A idea of what Peirce means by an Interpretant and the part it plays in a triadic sign relation is given by the following passage.
It is clearly indispensable to start with an accurate and broad analysis of the nature of a Sign. I define a Sign as anything which is so determined by something else, called its Object, and so determines an effect upon a person, which effect I call its Interpretant, that the latter is thereby mediately determined by the former. My insertion of “upon a person” is a sop to Cerberus, because I despair of making my own broader conception understood. (Peirce 1908, Selected Writings, p. 404).
According to his custom of clarifying ideas in terms of their effects, Peirce tells us what a sign is in terms of what it does, the effect it brings to bear on a “person”. That effect he calls the interpretant of the sign. And what of that person? Peirce finesses that question for the moment, resorting to a “Sop to Cerberus”, in other words, a rhetorical gambit used to side‑step a persistent difficulty of exposition. In doing so, Peirce invokes the hypostatic abstraction of a “person” who conducts the movement of signs and embodies the ongoing process of semiosis.
Reference
- Peirce, C.S. (1908), “Letters to Lady Welby”, Chapter 24, pp. 380–432 in Charles S. Peirce : Selected Writings (Values in a Universe of Chance), Edited with Introduction and Notes by Philip P. Wiener, Dover Publications, New York, NY, 1966.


DIRECTIONS FOR THIS TASK
Repeat what the lines below say, word for word, and skip every image.

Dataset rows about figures
————

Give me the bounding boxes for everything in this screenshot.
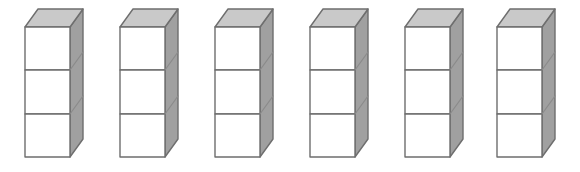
cube-front-face-top [497, 27, 542, 70]
cube-tower-2 [113, 0, 203, 172]
cube-tower-6 [490, 0, 580, 172]
cube-tower-scene [0, 0, 580, 172]
cube-tower-3 [208, 0, 298, 172]
cube-front-face-bottom [497, 114, 542, 157]
cube-front-face-middle [310, 70, 355, 114]
cube-tower-4 [303, 0, 393, 172]
tower-drawing [208, 0, 298, 172]
tower-side-face [70, 9, 83, 157]
tower-drawing [303, 0, 393, 172]
cube-tower-1 [18, 0, 108, 172]
cube-front-face-bottom [25, 114, 70, 157]
tower-side-face [260, 9, 273, 157]
cube-front-face-top [405, 27, 450, 70]
cube-front-face-top [215, 27, 260, 70]
cube-front-face-bottom [405, 114, 450, 157]
tower-drawing [113, 0, 203, 172]
cube-front-face-middle [215, 70, 260, 114]
tower-side-face [542, 9, 555, 157]
cube-front-face-middle [497, 70, 542, 114]
cube-front-face-bottom [120, 114, 165, 157]
cube-front-face-top [25, 27, 70, 70]
tower-side-face [450, 9, 463, 157]
tower-side-face [165, 9, 178, 157]
cube-front-face-top [120, 27, 165, 70]
tower-drawing [398, 0, 488, 172]
cube-front-face-bottom [215, 114, 260, 157]
cube-front-face-middle [405, 70, 450, 114]
cube-front-face-top [310, 27, 355, 70]
tower-drawing [18, 0, 108, 172]
cube-front-face-bottom [310, 114, 355, 157]
cube-front-face-middle [120, 70, 165, 114]
tower-side-face [355, 9, 368, 157]
cube-front-face-middle [25, 70, 70, 114]
tower-drawing [490, 0, 580, 172]
cube-tower-5 [398, 0, 488, 172]
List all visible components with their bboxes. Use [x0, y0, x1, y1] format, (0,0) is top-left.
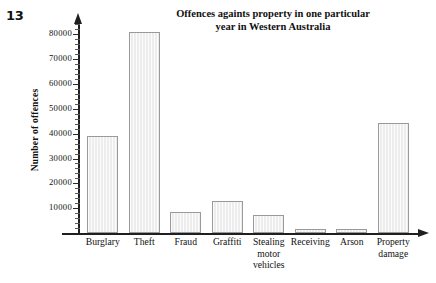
y-tick-label: 50000	[49, 103, 72, 113]
y-tick-major	[73, 208, 80, 209]
y-tick-major	[73, 34, 80, 35]
x-axis-line	[62, 233, 419, 235]
bar-stealing-motor-vehicles	[253, 215, 284, 233]
y-tick-major	[73, 159, 80, 160]
y-tick-minor	[75, 193, 80, 194]
plot-area: Number of offences 100002000030000400005…	[0, 0, 436, 283]
x-category-label: Property damage	[367, 236, 421, 259]
y-tick-label: 20000	[49, 177, 72, 187]
y-tick-minor	[75, 104, 80, 105]
y-tick-minor	[75, 124, 80, 125]
y-tick-minor	[75, 163, 80, 164]
y-tick-label: 10000	[49, 202, 72, 212]
y-tick-label: 40000	[49, 128, 72, 138]
y-tick-minor	[75, 64, 80, 65]
y-tick-minor	[75, 94, 80, 95]
bar-receiving	[295, 229, 326, 233]
y-tick-major	[73, 59, 80, 60]
y-tick-minor	[75, 178, 80, 179]
y-tick-label: 80000	[49, 28, 72, 38]
y-tick-label: 60000	[49, 78, 72, 88]
y-tick-minor	[75, 218, 80, 219]
y-tick-minor	[75, 49, 80, 50]
y-tick-minor	[75, 188, 80, 189]
bar-burglary	[87, 136, 118, 233]
y-tick-label: 70000	[49, 53, 72, 63]
bar-arson	[336, 229, 367, 233]
y-tick-minor	[75, 29, 80, 30]
y-tick-major	[73, 84, 80, 85]
y-axis-label: Number of offences	[30, 65, 40, 195]
y-tick-minor	[75, 74, 80, 75]
y-tick-minor	[75, 139, 80, 140]
y-tick-minor	[75, 129, 80, 130]
bar-property-damage	[378, 123, 409, 233]
y-tick-minor	[75, 114, 80, 115]
y-tick-minor	[75, 154, 80, 155]
bar-graffiti	[212, 201, 243, 233]
y-tick-minor	[75, 213, 80, 214]
y-axis-arrowhead-icon	[74, 13, 82, 24]
y-tick-minor	[75, 223, 80, 224]
y-tick-major	[73, 134, 80, 135]
y-tick-minor	[75, 203, 80, 204]
bar-theft	[129, 32, 160, 233]
y-tick-major	[73, 183, 80, 184]
y-tick-minor	[75, 79, 80, 80]
y-tick-minor	[75, 44, 80, 45]
y-tick-minor	[75, 99, 80, 100]
y-tick-minor	[75, 119, 80, 120]
bar-chart-figure: 13 Offences againts property in one part…	[0, 0, 436, 283]
y-tick-minor	[75, 24, 80, 25]
y-tick-minor	[75, 149, 80, 150]
y-tick-minor	[75, 89, 80, 90]
bar-fraud	[170, 212, 201, 233]
y-tick-label: 30000	[49, 153, 72, 163]
y-tick-major	[73, 109, 80, 110]
y-tick-minor	[75, 168, 80, 169]
y-tick-minor	[75, 228, 80, 229]
y-tick-minor	[75, 144, 80, 145]
y-tick-minor	[75, 54, 80, 55]
y-tick-minor	[75, 173, 80, 174]
y-tick-minor	[75, 69, 80, 70]
y-tick-minor	[75, 39, 80, 40]
y-tick-minor	[75, 198, 80, 199]
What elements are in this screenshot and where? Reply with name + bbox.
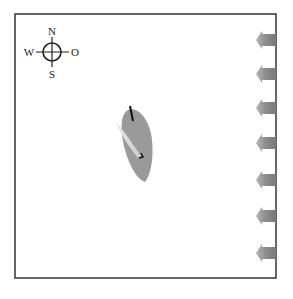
compass-south-label: S	[49, 68, 55, 80]
compass-north-label: N	[48, 25, 56, 37]
sailing-diagram: N S W O	[0, 0, 293, 299]
compass-west-label: W	[24, 46, 35, 58]
compass-east-label: O	[71, 46, 79, 58]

————

EXERCISE ANSWER
Give me the bounding boxes for everything in this screenshot.
cube-front-face-top [497, 27, 542, 70]
cube-tower-2 [113, 0, 203, 172]
cube-tower-6 [490, 0, 580, 172]
cube-tower-scene [0, 0, 580, 172]
cube-tower-3 [208, 0, 298, 172]
cube-front-face-bottom [497, 114, 542, 157]
cube-front-face-middle [310, 70, 355, 114]
cube-tower-4 [303, 0, 393, 172]
tower-drawing [208, 0, 298, 172]
tower-side-face [70, 9, 83, 157]
tower-drawing [303, 0, 393, 172]
cube-tower-1 [18, 0, 108, 172]
cube-front-face-bottom [25, 114, 70, 157]
tower-side-face [260, 9, 273, 157]
cube-front-face-top [405, 27, 450, 70]
cube-front-face-top [215, 27, 260, 70]
cube-front-face-bottom [405, 114, 450, 157]
tower-drawing [113, 0, 203, 172]
cube-front-face-middle [215, 70, 260, 114]
tower-side-face [542, 9, 555, 157]
cube-front-face-middle [497, 70, 542, 114]
cube-front-face-bottom [120, 114, 165, 157]
cube-front-face-top [25, 27, 70, 70]
tower-side-face [450, 9, 463, 157]
tower-side-face [165, 9, 178, 157]
cube-front-face-top [120, 27, 165, 70]
tower-drawing [398, 0, 488, 172]
cube-front-face-bottom [215, 114, 260, 157]
cube-front-face-middle [405, 70, 450, 114]
cube-front-face-top [310, 27, 355, 70]
tower-drawing [18, 0, 108, 172]
cube-front-face-bottom [310, 114, 355, 157]
cube-front-face-middle [120, 70, 165, 114]
tower-side-face [355, 9, 368, 157]
cube-front-face-middle [25, 70, 70, 114]
tower-drawing [490, 0, 580, 172]
cube-tower-5 [398, 0, 488, 172]
List all visible components with their bboxes. Use [x0, y0, x1, y1] format, (0,0) is top-left.
y-tick-label: 50000	[49, 103, 72, 113]
y-tick-major	[73, 208, 80, 209]
y-tick-major	[73, 34, 80, 35]
x-axis-line	[62, 233, 419, 235]
bar-stealing-motor-vehicles	[253, 215, 284, 233]
y-tick-major	[73, 159, 80, 160]
y-tick-minor	[75, 193, 80, 194]
plot-area: Number of offences 100002000030000400005…	[0, 0, 436, 283]
x-category-label: Property damage	[367, 236, 421, 259]
y-tick-label: 20000	[49, 177, 72, 187]
y-tick-minor	[75, 104, 80, 105]
y-tick-minor	[75, 124, 80, 125]
y-tick-minor	[75, 163, 80, 164]
y-tick-label: 10000	[49, 202, 72, 212]
y-tick-label: 40000	[49, 128, 72, 138]
y-tick-minor	[75, 64, 80, 65]
y-tick-minor	[75, 94, 80, 95]
bar-receiving	[295, 229, 326, 233]
y-tick-major	[73, 59, 80, 60]
y-tick-minor	[75, 178, 80, 179]
y-tick-label: 80000	[49, 28, 72, 38]
y-tick-label: 60000	[49, 78, 72, 88]
y-tick-minor	[75, 218, 80, 219]
y-tick-minor	[75, 49, 80, 50]
y-tick-minor	[75, 188, 80, 189]
bar-burglary	[87, 136, 118, 233]
y-tick-label: 70000	[49, 53, 72, 63]
bar-arson	[336, 229, 367, 233]
y-tick-minor	[75, 29, 80, 30]
y-tick-major	[73, 84, 80, 85]
y-axis-label: Number of offences	[30, 65, 40, 195]
y-tick-minor	[75, 74, 80, 75]
y-tick-minor	[75, 139, 80, 140]
y-tick-minor	[75, 129, 80, 130]
bar-property-damage	[378, 123, 409, 233]
y-tick-minor	[75, 114, 80, 115]
y-tick-minor	[75, 154, 80, 155]
bar-graffiti	[212, 201, 243, 233]
y-tick-minor	[75, 213, 80, 214]
y-axis-arrowhead-icon	[74, 13, 82, 24]
y-tick-minor	[75, 223, 80, 224]
y-tick-major	[73, 134, 80, 135]
y-tick-minor	[75, 203, 80, 204]
bar-theft	[129, 32, 160, 233]
y-tick-major	[73, 183, 80, 184]
y-tick-minor	[75, 79, 80, 80]
y-tick-minor	[75, 44, 80, 45]
y-tick-minor	[75, 99, 80, 100]
y-tick-minor	[75, 119, 80, 120]
bar-chart-figure: 13 Offences againts property in one part…	[0, 0, 436, 283]
y-tick-minor	[75, 24, 80, 25]
y-tick-minor	[75, 149, 80, 150]
y-tick-minor	[75, 89, 80, 90]
bar-fraud	[170, 212, 201, 233]
y-tick-label: 30000	[49, 153, 72, 163]
y-tick-major	[73, 109, 80, 110]
y-tick-minor	[75, 168, 80, 169]
y-tick-minor	[75, 228, 80, 229]
y-tick-minor	[75, 144, 80, 145]
y-tick-minor	[75, 54, 80, 55]
y-tick-minor	[75, 173, 80, 174]
y-tick-minor	[75, 69, 80, 70]
y-tick-minor	[75, 39, 80, 40]
y-tick-minor	[75, 198, 80, 199]
What elements are in this screenshot and where? Reply with name + bbox.
compass-south-label: S	[49, 68, 55, 80]
compass-north-label: N	[48, 25, 56, 37]
sailing-diagram: N S W O	[0, 0, 293, 299]
compass-west-label: W	[24, 46, 35, 58]
compass-east-label: O	[71, 46, 79, 58]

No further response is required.